Amazon Takes On Google, Facebook & Dropbox By Adding Auto-Uploads To Its Cloud Drive Photos App
Look out, Google, Facebook and Dropbox? Amazon has now added automatic mobile photo uploads to its Amazon Cloud Drive Photos Android app, in an update released yesterday evening. The functionality makes the otherwise fairly bare bones photos app more of a competitor in the space, given that Google (via its Google+ app), Dropbox, and Facebook (iOS-only for now), have all recently eased the collection of users’ photos from smartphones and tablets by introducing automatic uploading features to their respective mobile applications.
Amazon’s Cloud Drive Photos, for those unfamiliar, was released this November as a basic tool which could serve both as a way to upload photos to Amazon’s storage, as well as view the photos saved directly on your device. At the time, you could press and hold on an individual photo in the app’s “Device” section to upload it to Amazon, or upload entire albums in the same way. But no automatic upload functionality was present.
The new update changes that, and it even switches on the auto upload functionality by default – so be aware, if you’re cautious about going over your free storage limits (currently 5 GB). The option to only upload over Wi-Fi connections is on by default, too. In the app’s settings, you can also view the upload and download status, plus pause, resume, and cancel the uploads that are underway.
On phones running Android OS 4.0 or higher, the app now introduces a camera as well, allowing you to replace both your Gallery and Camera native apps with Cloud Drive Photos, if you choose. The option for this is tucked in the menu, as opposed to opening immediately to the camera, but it offers the same settings as launching your Camera app directly would, e.g., flash, a scene mode (auto, night, sunset, party), exposure, white balance, geolocation, focus mode and more. It’s basically just a shortcut to the actual camera, so there’s nothing special about it, really, except for the convenience of having it there if you needed it.
While the update is notable for the auto-upload addition, the app itself still comes across as relatively plain, in comparison with the functionality and user interface offered by the competition. But if you’re already buying into the Amazon universe for your files, music and photos, then it’s a worthwhile upgrade.
On a broader note, it’s interesting that Amazon has chosen to unbundle its various Cloud Drive applications from each other, with separate apps for Cloud Drive’s music (Cloud Player/Amazon MP3) and photos, as opposed to offering a full, feature-complete app that lets you access everything on Cloud Drive, whether music, photos or files. That seems to reflect the ongoing trend in mobile where every little function gets its own application. But as users’ app collections continue to grow, that could eventually prove to be the wrong path, as users shift their focus back to one-stop-shops to lessen the clutter and overhead of having to move between so many different experiences.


§ **ASSIGNMENT**: All that is required is the number of lines in this listing that hold "重点工程投资占全部中央林业投资比重".

━━ PROVIDED MATERIAL

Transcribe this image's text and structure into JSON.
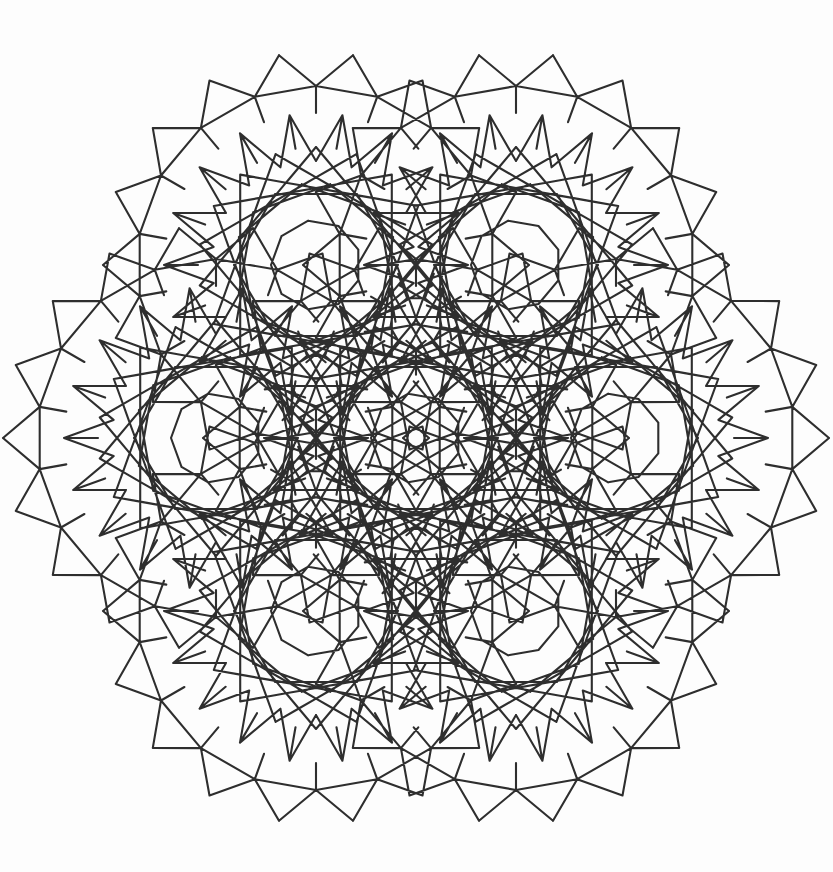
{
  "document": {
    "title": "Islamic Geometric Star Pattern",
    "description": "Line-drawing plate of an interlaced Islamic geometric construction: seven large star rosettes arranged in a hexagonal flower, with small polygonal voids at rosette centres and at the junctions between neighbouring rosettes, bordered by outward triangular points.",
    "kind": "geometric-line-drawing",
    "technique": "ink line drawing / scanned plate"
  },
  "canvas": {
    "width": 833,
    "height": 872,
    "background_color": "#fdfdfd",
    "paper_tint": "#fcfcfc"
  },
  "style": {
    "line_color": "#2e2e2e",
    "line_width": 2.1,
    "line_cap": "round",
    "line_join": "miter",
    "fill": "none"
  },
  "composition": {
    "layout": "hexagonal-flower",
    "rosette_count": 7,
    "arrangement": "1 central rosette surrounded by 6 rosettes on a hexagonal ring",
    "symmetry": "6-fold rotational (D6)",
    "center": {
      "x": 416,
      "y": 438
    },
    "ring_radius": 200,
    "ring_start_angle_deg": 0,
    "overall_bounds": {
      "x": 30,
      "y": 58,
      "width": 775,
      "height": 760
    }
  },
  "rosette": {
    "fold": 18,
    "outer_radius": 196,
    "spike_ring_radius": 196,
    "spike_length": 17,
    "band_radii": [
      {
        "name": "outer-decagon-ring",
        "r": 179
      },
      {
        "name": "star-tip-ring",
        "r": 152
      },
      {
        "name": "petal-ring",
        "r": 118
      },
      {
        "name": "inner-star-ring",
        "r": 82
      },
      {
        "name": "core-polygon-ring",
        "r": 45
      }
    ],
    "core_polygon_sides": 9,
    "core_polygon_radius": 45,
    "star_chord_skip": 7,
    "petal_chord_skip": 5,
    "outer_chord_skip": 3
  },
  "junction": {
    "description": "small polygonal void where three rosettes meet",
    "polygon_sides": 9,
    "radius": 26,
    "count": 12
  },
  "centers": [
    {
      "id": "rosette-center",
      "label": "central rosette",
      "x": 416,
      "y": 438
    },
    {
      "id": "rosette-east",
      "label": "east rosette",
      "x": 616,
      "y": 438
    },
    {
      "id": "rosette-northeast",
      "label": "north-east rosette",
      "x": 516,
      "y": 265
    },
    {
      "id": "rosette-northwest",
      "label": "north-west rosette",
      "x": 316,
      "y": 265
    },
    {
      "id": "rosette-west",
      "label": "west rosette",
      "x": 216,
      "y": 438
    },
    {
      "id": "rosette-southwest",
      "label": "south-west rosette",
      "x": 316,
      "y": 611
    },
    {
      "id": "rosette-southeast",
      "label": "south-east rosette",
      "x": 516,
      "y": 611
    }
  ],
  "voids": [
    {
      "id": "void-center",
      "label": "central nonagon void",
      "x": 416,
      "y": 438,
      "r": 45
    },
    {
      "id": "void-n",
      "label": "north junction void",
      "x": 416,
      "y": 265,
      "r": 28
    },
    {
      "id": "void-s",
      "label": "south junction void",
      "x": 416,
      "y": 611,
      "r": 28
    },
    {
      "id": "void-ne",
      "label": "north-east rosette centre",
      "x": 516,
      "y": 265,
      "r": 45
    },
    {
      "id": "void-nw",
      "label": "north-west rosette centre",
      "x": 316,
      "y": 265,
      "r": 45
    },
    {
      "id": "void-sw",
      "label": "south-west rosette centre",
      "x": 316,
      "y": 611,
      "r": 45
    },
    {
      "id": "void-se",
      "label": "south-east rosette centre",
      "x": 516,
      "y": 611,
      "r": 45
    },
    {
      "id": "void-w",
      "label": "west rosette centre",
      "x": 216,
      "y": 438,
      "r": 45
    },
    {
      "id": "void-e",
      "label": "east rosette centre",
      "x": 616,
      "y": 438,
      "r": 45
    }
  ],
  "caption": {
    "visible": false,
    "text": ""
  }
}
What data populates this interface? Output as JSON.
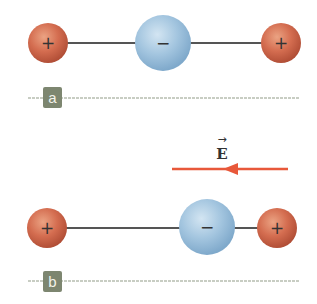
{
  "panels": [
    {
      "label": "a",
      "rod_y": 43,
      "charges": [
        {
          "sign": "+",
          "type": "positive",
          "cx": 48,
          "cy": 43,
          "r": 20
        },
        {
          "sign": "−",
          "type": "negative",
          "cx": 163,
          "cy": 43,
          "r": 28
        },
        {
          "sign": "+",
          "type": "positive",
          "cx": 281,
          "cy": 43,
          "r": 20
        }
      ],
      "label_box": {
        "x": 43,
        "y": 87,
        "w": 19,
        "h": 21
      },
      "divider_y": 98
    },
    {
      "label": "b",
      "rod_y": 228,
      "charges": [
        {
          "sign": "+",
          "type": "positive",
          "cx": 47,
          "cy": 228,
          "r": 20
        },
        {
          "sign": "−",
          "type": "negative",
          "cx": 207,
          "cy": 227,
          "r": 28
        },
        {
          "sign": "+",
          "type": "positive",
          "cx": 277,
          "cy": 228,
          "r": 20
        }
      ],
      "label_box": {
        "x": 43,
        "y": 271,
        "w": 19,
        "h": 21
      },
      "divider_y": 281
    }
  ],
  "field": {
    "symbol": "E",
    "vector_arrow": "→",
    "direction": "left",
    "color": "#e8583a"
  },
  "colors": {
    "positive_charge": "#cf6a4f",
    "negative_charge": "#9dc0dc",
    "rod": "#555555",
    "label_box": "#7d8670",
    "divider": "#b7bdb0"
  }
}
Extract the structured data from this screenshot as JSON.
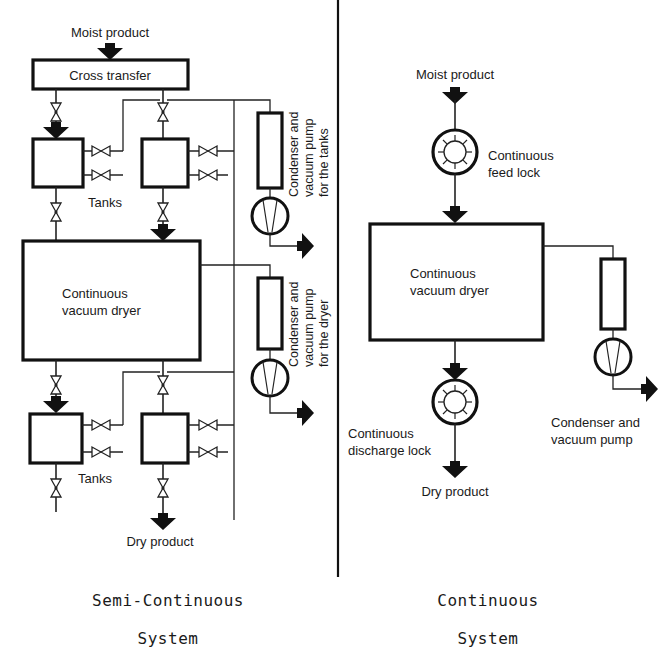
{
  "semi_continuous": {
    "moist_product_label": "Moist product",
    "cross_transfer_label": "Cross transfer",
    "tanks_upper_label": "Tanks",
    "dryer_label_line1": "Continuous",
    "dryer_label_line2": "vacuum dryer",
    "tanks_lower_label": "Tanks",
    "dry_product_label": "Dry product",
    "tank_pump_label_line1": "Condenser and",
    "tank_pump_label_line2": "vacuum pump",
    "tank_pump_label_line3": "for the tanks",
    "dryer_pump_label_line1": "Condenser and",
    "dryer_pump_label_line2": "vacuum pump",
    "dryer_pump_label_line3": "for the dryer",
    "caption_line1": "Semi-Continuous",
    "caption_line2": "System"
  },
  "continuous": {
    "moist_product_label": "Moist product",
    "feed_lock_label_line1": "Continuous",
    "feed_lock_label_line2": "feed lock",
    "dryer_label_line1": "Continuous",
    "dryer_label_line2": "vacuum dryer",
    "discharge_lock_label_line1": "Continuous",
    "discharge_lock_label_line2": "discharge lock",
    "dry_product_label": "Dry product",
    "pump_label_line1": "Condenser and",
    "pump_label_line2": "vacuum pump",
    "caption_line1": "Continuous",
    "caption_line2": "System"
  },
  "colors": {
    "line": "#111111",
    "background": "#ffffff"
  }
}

━━━━
━━ PROVIDED MATERIAL

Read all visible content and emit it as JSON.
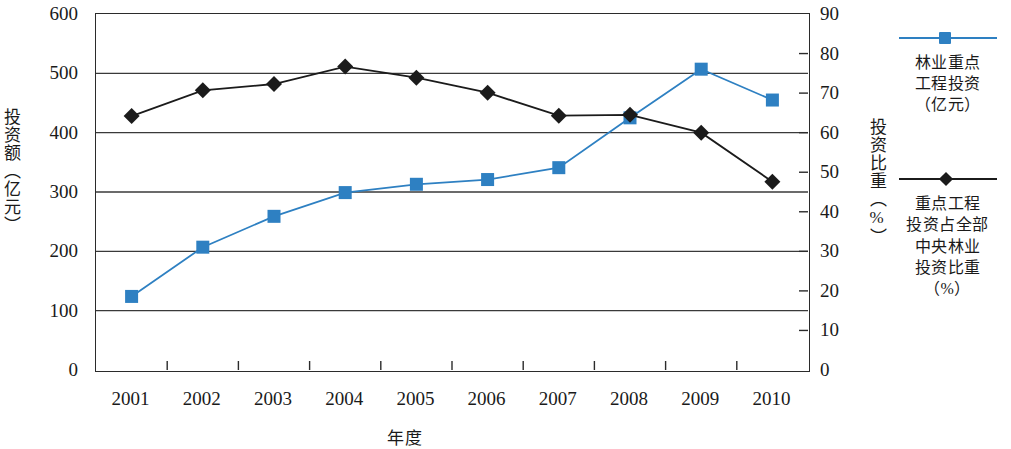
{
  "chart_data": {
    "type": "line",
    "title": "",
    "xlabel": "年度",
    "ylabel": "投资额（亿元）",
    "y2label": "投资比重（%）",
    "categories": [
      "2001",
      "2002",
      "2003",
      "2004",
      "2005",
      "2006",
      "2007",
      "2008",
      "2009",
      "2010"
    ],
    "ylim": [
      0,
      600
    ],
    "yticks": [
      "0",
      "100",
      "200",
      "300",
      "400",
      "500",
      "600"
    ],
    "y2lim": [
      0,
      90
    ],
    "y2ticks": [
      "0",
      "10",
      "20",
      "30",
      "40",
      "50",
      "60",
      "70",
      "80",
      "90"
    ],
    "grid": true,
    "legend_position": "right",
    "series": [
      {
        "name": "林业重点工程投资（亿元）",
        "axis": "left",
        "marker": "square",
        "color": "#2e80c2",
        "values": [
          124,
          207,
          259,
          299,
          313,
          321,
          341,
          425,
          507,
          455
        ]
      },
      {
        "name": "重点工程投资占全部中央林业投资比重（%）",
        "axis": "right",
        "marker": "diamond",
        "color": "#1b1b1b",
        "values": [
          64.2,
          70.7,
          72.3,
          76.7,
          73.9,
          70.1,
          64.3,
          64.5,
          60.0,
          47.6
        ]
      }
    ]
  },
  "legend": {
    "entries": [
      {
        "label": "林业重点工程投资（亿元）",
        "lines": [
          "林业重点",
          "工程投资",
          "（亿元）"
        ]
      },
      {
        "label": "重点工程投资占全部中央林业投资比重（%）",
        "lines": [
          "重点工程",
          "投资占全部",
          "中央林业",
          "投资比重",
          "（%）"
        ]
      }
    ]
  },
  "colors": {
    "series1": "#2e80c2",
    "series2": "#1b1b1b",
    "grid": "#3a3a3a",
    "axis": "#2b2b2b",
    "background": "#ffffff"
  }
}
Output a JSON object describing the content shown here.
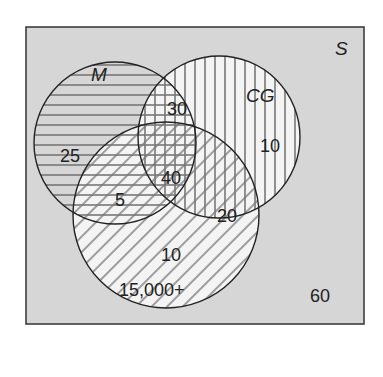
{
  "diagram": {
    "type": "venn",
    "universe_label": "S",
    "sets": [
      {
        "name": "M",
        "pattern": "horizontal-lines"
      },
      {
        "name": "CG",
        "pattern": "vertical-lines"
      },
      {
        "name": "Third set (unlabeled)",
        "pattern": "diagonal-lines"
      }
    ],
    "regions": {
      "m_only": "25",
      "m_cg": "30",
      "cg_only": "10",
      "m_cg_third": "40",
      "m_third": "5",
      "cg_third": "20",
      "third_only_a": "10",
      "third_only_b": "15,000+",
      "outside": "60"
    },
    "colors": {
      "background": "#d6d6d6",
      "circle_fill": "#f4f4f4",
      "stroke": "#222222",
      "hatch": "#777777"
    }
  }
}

━━━━

§ **RESULT FOR THIS EXERCISE**: 2